Sunday, November 15, 2015

Keep Them In Your Prayers

I seldom write about local events, but one this week has hit closer to home.   While I'm not in that circle, it has brought to mind a wave of memories and how grateful we should be for transparency.

The event was a murder in Indianapolis of a pastor's wife, a one year-old at home and another on the way.  It appeared to be a home invasion that led to the shooting, two lives cut too short and many people shaking their collective heads in disbelief.

Most people are shaking their head in academic disbelief: How can this happen?  Why did this happen?  It is so terrible.  They are right.

The young wife and mother was Amanda Blackburn.  Her parents are Phil and Robin Byars.  He is a pastor, too.  For the best part of fourteen years, he was one of my pastors.  For the best part of a decade, he taught the Master's Class, which my wife and I attended.

Phil Byars is one of the finest teachers I have had in any classroom.  Having two B.A. degrees in Social Sciences and Business, I have had a few teachers.  Phil blew them all away.

He used an inductive teaching style.  He would pose the situation, and then listen.  He would take the answer and probe, challenge, guide, direct to the understanding of the subject.  It takes great knowledge and love for both the subject and the student.  Phil knew the Bible and loved the people in the Master's Class.  You didn't have to ask him: you just listened.

It is no surprise he was made the Lead Pastor of First Baptist Church.  The down side is he can't preach with the inductive teaching style.  He can still teach.  And it is still done with great love.

One thing about Phil's teaching was that he abhorred the academic answer: an answer that sounds good but has no practical application.  If you dared to give an academic answer in his class, be prepared to tell what that looks like in real life.  If you couldn't make it practical, it wasn't of use.

Robin matched Phil with her support, her knowledge, and her love.  She knew the Bible as well as anyone, and brought an answer in support of Phil's teaching.  I remember a number classes opening with Phil's word, "After class last week, Robin pointed out..."

We watched Amanda grow through her middle school and high school years, not up close, but knowing she was being taught and shepherded the way we were each week.  She had a great model of teaching in her father and a great model for a pastor's wife in her mother.  I can't help but believe something incredible was going to happen with her life.  She was working with her husband, planting churches.

As I write this, the celebration of Amanda Blackburn's life is beginning in Indianapolis.  We ache for the Amanda's husband and son, for Phil and Robin and her siblings, James and Amber.  It would be academic to bring a cliche'.  It takes knowledge and love.  These attributes are not in short supply.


> _Work task_
In the material below, count the lines with the word "label" and state that number only.

> _Dataset_
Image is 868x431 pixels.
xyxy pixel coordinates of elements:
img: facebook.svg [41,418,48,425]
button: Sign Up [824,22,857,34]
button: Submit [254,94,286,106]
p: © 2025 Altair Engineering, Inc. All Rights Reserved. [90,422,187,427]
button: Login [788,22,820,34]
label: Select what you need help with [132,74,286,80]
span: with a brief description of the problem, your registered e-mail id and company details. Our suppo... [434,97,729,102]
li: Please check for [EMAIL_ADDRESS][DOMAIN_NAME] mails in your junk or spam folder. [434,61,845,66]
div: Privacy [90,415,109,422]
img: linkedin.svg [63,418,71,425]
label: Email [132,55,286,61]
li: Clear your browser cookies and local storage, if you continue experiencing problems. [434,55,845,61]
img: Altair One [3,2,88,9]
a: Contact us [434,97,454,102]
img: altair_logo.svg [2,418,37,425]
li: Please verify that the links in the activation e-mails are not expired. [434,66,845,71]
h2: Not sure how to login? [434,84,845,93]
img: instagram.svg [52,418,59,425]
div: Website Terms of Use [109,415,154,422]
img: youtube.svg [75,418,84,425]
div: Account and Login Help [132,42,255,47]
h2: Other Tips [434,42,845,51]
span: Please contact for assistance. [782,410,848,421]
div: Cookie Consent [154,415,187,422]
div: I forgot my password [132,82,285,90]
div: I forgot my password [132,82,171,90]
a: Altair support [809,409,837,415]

> _Answer box_
2